Lohan plays Lola, a die-hard Manhattanite horrified at the prospect of moving to the New Jersey hinterlands with her mom (Glenne Headly) and twin sisters. Coming off a breakout performance in “Freaky Friday,” Lohan hurls herself into the role of Lola, but her spirited delivery is not enough to lift the movie out of banality.

Viewing herself as a “flamingo in a flock of pigeons,” Lola sets out to elevate the cultural sensibilities of her new classmates in Jersey.
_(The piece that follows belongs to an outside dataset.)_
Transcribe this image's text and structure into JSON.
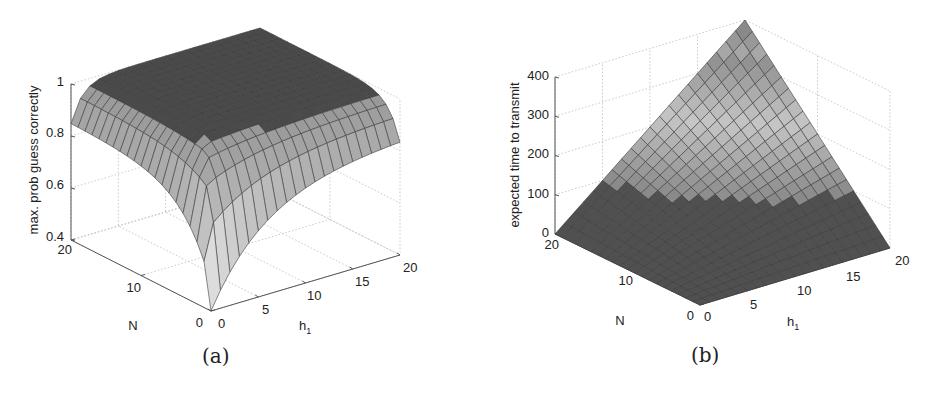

She finds friends and allies in timid Ella (Alison Pill, showing her softer, mousier side after a terrific role as Katie Holmes’ shrewish sister in last year’s “Pieces of April”) and Sam (Eli Marienthal, stuck in a superficial part).

But class princess Carla (Megan Fox) and her gang of harpies set out to undermine Lola, who beats out Carla for the coveted lead in the school’s “Pygmalion” musical.

Much of the movie centers on Lola and Carla’s rivalry over the farewell concert of rock band Sidarthur and access to a post-show party at the New York loft of brooding lead singer Stu Wolff (Adam Garcia), whom Lola worships as the best poet since Shakespeare.

The movie wastes Headly in a drab mom’s role, while Carol Kane grates shrilly as Lola’s uptight drama teacher.

“Drama Queen” may well capture the single-minded intent of teens over inconsequential matters, but it’s a tiresome picture, watching Lola whine and prattle endlessly.